Why it matters. Glioblastoma kills the vast majority of patients within a few years worldwide, and getting drugs past the brain's protective barrier is a problem researchers everywhere are racing to solve — so a less toxic, more targeted delivery route is globally relevant.
Background. The work comes from a collaboration between Seoul St. Mary's Hospital — a major teaching hospital run by the Catholic University of Korea — and POSTECH (Pohang University of Science and Technology), one of South Korea's elite research universities known for science and engineering. South Korea invests heavily in biomedical and nanotechnology research, and such hospital-university partnerships are a common engine for its translational medicine output.
What to watch next. The next hurdle is moving from mouse studies toward larger-animal and eventual human trials to confirm the method is safe and effective in people.
A South Korean research team has developed a new way to treat glioblastoma — one of the deadliest adult brain cancers — by delivering chemotherapy nanoparticles through the nose and steering them to the tumor with an external magnetic field. The teams, led by neurosurgeon Yang Seung-ho of Seoul St. Mary’s Hospital and chemists and engineers at POSTECH, announced the animal-study results on June 11, with the work published in the journal Drug Delivery and Translational Research.
Why glioblastoma is so hard to treat
Glioblastoma is the most common malignant brain tumor in adults and remains notoriously difficult to cure. Even with standard treatment, patients survive about 15 months on average, and the 10-year survival rate is just 5.3%.
Part of the problem is the blood-brain barrier (BBB), a protective layer that keeps most substances out of the brain. The frontline drug temozolomide is taken as a pill, but it struggles to cross the barrier in meaningful amounts. That means low efficiency inside the tumor and unwanted side effects throughout the body.
Two ideas combined: the nose and a magnet
The researchers tackled the barrier from a different angle. First, instead of routing the drug through the bloodstream, they used the olfactory nerve — the smell-sensing nerve that connects directly to the brain — as a delivery channel. Second, they bound the drug to magnetic particles so its movement could be guided from outside the skull.
In practice, temozolomide was attached to 56-nanometer superparamagnetic iron oxide nanoparticles (SPIONs). This complex was administered through the nose, then directed toward the tumor using transcranial magnetic stimulation (TMS), a non-invasive technique that applies magnetic fields to the head.
What the experiments showed
In cell tests, the nanoparticle complex killed tumor cells as effectively as the conventional drug. Electron microscopy confirmed the particles spread evenly, reaching even the nuclei of tumor cells.
The animal study followed mice with induced glioblastoma for 90 days. The results lined up clearly by median survival:
- 72 days — mice given the complex and then TMS guidance
- 51 days — mice given the complex alone
- 27 days — untreated control group
That amounts to up to a 2.7-fold extension in survival compared with no treatment. Strikingly, the effect held even though the dose was cut to just 5.6% of the standard oral amount. Precise tissue analysis using liquid chromatography–tandem mass spectrometry showed that the magnetic field meaningfully raised drug concentrations inside the brain tissue at the tumor site.
What the researchers say
“By combining nasal delivery with transcranial magnetic stimulation, this approach effectively bypasses the blood-brain barrier while sharply reducing the side effects of conventional chemotherapy, such as systemic immune suppression,” said Professor Yang. He added that he hopes the method can help “turn glioblastoma into a condition that can be managed over the long term.”
The findings are early and limited to laboratory and animal models, but they point toward a less toxic, more targeted route for getting cancer drugs into the brain.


Below are some records. Copy every line in them that holds "screenshot".

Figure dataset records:

-------

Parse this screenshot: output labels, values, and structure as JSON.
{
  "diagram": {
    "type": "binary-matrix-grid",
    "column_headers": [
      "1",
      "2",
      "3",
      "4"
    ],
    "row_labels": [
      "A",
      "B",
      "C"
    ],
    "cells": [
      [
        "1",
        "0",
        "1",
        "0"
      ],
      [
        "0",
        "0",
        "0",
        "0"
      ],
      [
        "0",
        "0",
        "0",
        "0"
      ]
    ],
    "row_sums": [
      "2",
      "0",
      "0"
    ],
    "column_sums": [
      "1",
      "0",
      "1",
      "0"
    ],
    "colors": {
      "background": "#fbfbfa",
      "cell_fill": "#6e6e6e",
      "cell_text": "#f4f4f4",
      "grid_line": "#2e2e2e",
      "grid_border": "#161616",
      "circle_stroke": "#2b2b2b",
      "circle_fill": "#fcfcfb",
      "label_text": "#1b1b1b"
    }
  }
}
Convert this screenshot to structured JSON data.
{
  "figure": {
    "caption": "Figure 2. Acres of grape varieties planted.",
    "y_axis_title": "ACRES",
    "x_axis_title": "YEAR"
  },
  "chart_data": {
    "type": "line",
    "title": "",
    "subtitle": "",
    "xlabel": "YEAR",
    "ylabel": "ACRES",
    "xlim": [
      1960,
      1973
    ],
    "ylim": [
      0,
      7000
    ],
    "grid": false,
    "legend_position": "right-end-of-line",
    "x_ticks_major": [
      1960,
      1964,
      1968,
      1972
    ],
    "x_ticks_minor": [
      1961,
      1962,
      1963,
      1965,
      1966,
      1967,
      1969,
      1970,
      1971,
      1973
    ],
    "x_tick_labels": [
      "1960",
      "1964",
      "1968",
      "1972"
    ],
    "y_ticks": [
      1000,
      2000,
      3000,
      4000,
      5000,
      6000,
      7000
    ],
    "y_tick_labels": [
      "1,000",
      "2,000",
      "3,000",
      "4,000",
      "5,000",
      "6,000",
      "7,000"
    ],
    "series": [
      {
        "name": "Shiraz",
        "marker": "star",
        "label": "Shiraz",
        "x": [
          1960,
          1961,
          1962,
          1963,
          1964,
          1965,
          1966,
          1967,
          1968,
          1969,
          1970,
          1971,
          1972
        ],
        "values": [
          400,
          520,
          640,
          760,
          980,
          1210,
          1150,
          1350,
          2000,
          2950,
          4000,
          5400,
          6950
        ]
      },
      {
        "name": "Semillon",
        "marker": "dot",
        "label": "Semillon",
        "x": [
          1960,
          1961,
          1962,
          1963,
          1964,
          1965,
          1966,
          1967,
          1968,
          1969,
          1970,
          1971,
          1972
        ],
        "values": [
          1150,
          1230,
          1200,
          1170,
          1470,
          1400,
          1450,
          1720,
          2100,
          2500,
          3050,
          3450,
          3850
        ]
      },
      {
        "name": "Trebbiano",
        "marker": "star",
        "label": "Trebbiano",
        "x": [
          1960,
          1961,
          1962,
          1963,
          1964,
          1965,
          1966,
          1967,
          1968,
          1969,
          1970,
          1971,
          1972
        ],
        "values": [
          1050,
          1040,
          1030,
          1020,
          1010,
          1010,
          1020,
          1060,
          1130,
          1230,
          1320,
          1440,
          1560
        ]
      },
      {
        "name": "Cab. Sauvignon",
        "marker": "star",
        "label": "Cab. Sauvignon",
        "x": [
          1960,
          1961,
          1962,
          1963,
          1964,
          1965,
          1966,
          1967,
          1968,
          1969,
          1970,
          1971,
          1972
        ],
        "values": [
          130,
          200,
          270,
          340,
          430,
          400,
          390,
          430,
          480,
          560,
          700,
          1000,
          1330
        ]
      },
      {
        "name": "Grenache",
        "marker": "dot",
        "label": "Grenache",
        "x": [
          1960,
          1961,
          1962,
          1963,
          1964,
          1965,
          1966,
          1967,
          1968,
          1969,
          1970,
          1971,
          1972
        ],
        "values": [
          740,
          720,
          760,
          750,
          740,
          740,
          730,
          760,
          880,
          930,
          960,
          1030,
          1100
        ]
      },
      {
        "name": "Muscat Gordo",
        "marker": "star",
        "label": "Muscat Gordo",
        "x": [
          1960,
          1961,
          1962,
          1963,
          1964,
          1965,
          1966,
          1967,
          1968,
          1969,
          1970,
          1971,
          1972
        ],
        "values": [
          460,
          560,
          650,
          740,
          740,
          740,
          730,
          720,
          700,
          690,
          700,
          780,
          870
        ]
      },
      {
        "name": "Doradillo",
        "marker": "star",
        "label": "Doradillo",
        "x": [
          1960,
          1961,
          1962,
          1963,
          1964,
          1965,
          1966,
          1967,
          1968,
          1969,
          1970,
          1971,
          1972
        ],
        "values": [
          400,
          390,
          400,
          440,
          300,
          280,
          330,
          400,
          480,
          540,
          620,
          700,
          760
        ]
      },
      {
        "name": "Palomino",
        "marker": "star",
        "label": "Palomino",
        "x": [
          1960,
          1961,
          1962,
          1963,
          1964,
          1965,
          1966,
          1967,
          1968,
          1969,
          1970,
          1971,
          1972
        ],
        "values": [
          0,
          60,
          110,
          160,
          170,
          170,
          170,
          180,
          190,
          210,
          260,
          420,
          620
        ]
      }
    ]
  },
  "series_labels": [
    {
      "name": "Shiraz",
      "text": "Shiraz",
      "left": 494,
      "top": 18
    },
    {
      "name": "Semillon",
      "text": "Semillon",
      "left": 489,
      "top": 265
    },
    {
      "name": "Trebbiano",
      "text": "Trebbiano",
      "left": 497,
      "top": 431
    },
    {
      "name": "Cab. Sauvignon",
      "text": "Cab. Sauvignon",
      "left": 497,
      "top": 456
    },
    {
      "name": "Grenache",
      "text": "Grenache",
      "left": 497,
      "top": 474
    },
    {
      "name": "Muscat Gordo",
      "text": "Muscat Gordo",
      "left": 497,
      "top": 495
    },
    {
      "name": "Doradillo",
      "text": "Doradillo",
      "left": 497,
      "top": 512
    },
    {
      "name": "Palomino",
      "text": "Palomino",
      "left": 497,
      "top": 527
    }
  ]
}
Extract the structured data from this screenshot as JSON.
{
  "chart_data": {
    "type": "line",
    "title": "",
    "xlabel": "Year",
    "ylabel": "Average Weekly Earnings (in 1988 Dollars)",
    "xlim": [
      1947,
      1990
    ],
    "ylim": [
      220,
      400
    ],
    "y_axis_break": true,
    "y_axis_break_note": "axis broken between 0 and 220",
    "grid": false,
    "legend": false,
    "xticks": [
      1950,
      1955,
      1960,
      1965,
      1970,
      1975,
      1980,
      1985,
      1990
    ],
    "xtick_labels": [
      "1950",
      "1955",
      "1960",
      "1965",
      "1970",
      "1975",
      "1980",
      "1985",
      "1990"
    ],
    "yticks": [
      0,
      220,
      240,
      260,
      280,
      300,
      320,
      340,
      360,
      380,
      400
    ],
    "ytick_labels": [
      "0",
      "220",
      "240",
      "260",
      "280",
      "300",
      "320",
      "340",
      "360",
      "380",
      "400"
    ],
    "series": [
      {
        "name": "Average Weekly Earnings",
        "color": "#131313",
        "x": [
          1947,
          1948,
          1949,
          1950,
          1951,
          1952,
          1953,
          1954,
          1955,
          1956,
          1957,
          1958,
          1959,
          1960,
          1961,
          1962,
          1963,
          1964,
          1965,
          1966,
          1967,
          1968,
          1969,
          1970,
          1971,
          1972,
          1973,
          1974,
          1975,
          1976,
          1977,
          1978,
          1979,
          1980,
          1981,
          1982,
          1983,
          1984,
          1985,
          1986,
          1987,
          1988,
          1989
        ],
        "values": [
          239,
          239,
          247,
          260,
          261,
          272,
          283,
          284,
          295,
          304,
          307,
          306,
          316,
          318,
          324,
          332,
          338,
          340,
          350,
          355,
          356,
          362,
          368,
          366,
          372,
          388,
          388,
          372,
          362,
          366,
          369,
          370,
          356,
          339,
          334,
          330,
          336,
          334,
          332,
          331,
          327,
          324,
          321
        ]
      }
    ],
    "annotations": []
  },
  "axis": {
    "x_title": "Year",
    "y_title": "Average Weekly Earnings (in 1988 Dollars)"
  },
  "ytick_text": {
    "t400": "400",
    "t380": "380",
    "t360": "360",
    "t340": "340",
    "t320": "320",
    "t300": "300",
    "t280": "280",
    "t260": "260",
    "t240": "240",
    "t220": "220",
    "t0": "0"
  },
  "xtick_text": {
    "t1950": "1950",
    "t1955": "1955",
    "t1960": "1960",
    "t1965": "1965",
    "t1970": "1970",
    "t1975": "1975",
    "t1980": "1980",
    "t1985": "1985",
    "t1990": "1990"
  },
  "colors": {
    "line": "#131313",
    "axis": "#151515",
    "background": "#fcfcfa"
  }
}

-------

SOLUTION TO THIS PROBLEM:
Parse this screenshot: output labels, values, and structure as JSON.
Convert this screenshot to structured JSON data.
Extract the structured data from this screenshot as JSON.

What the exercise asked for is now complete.